**THE RECORDS**
<<<<

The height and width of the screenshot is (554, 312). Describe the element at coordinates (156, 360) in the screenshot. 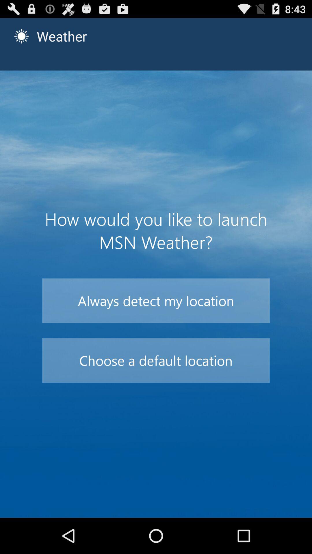

I see `select choose a default item` at that location.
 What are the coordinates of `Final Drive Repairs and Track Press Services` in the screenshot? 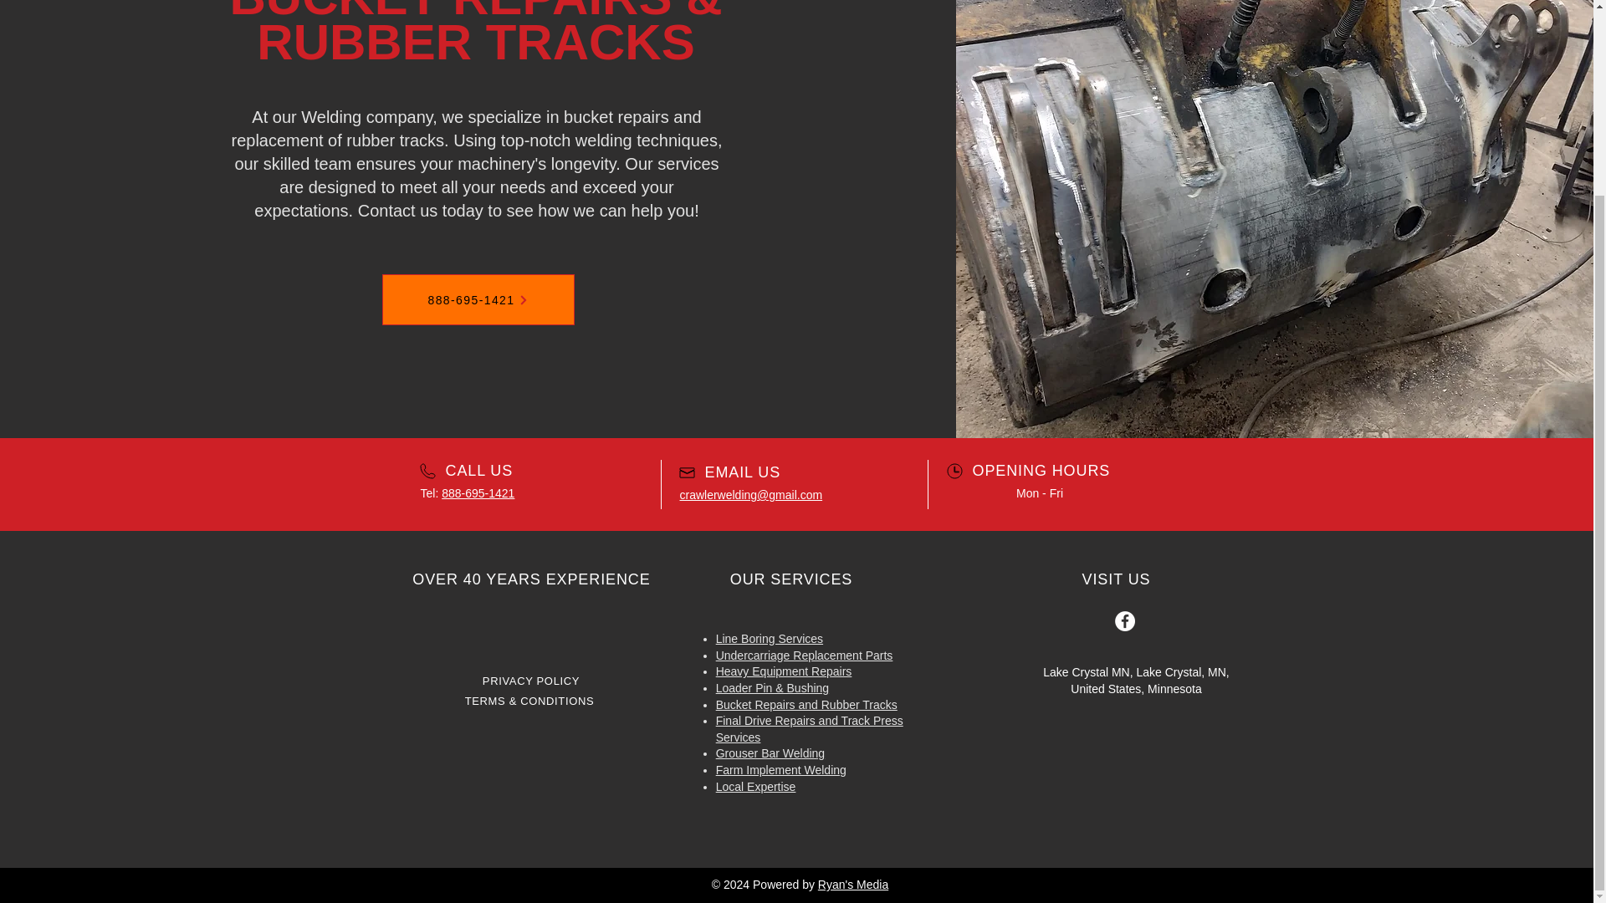 It's located at (810, 729).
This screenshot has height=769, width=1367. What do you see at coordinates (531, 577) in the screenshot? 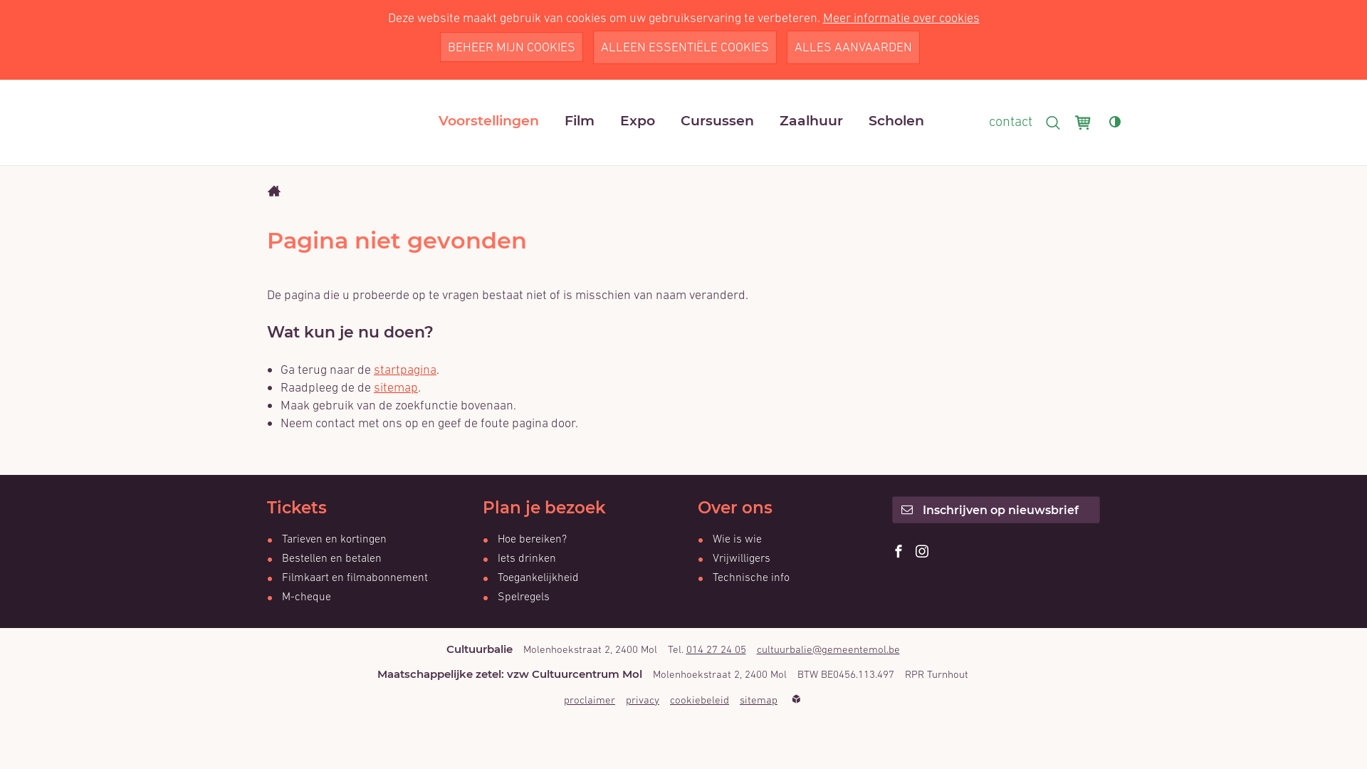
I see `Toegankelijkheid` at bounding box center [531, 577].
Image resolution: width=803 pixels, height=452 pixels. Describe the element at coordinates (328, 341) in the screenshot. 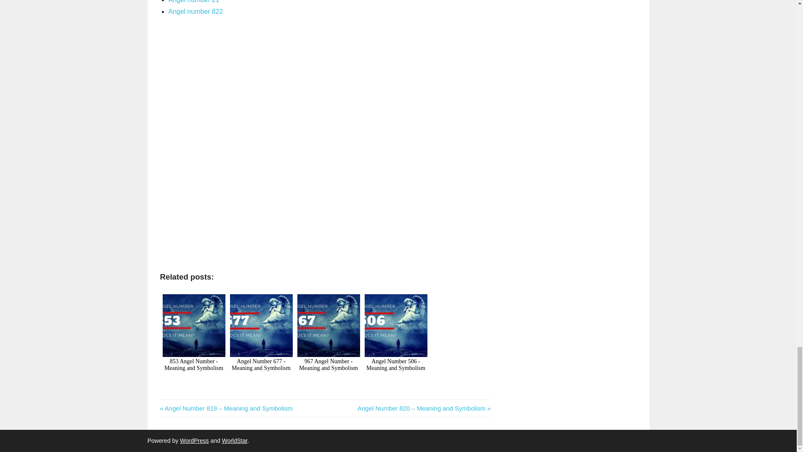

I see `967 Angel Number - Meaning and Symbolism` at that location.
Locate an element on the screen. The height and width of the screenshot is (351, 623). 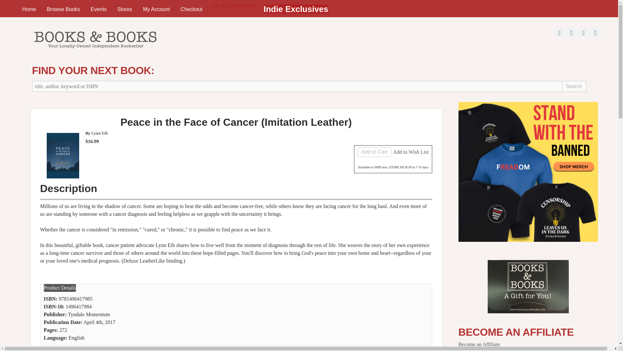
Add to Wish List is located at coordinates (411, 152).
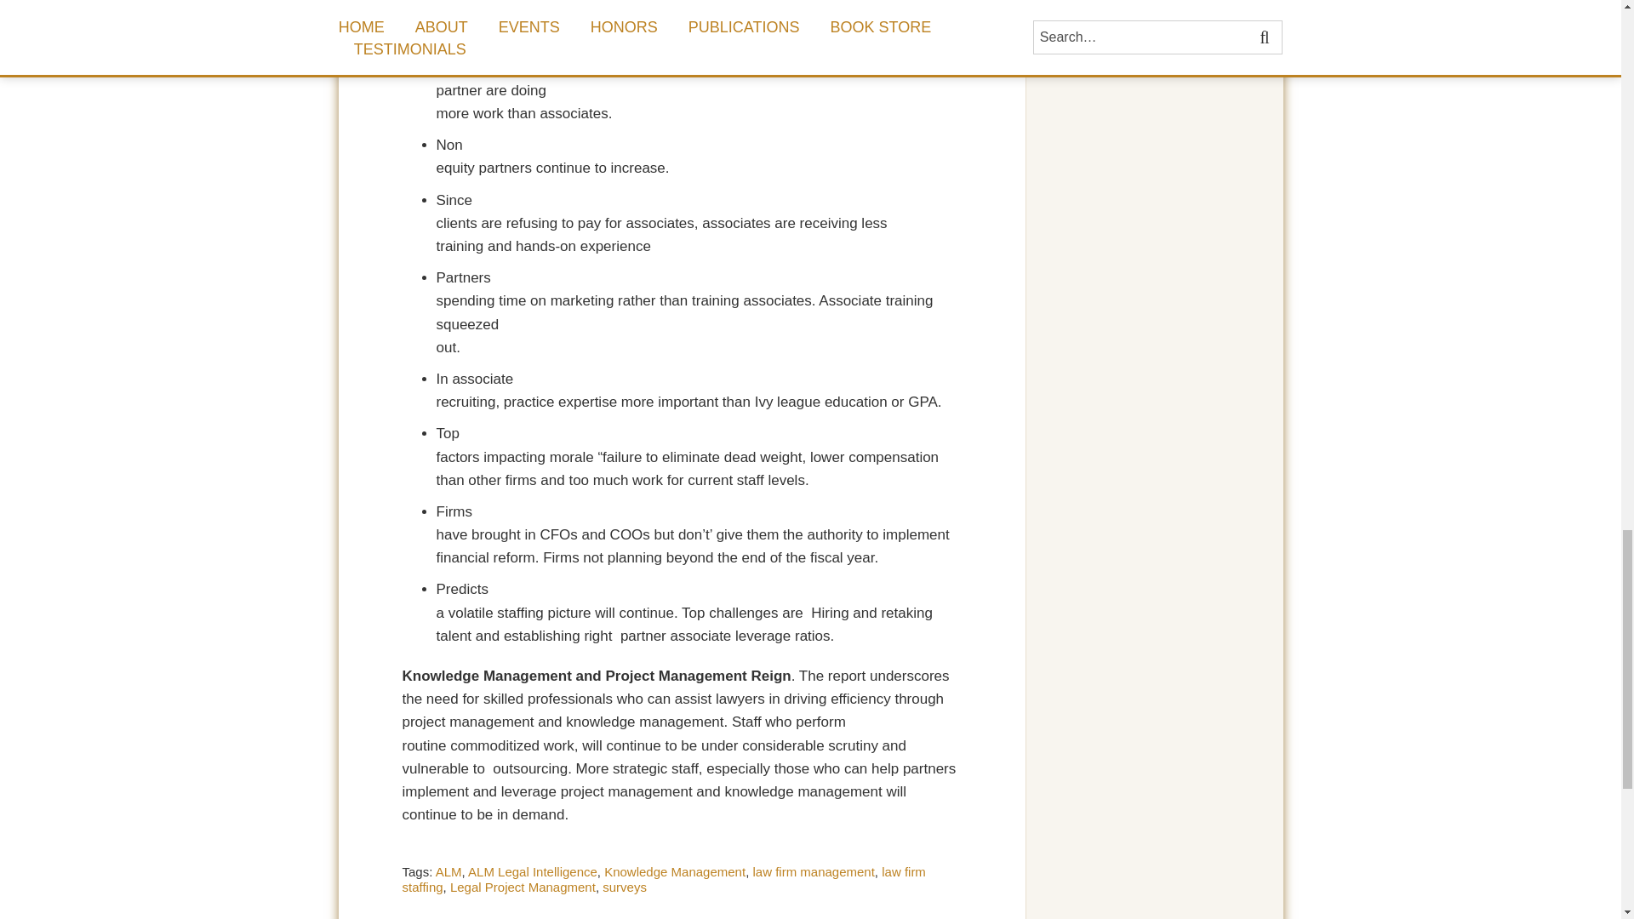  Describe the element at coordinates (449, 871) in the screenshot. I see `ALM` at that location.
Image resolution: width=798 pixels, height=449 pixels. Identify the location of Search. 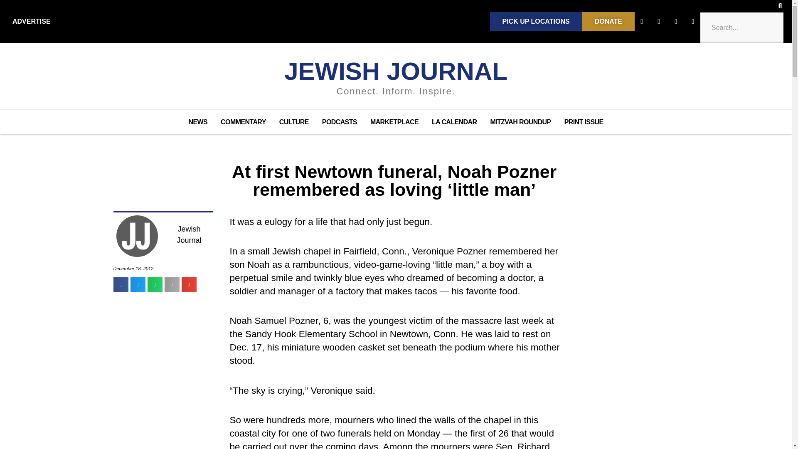
(742, 27).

>>>>

**INSTRUCTIONS TO FOLLOW**
Starting at the line that contains "Locate an element", retype each line through the end of the data exactly, and leave out every picture.

**ANSWER**
Locate an element on the screen. The height and width of the screenshot is (351, 623). 
Add to Wish List is located at coordinates (411, 152).
  Describe the element at coordinates (449, 871) in the screenshot. I see `ALM` at that location.
Image resolution: width=798 pixels, height=449 pixels. Identify the location of Search. 
(742, 27).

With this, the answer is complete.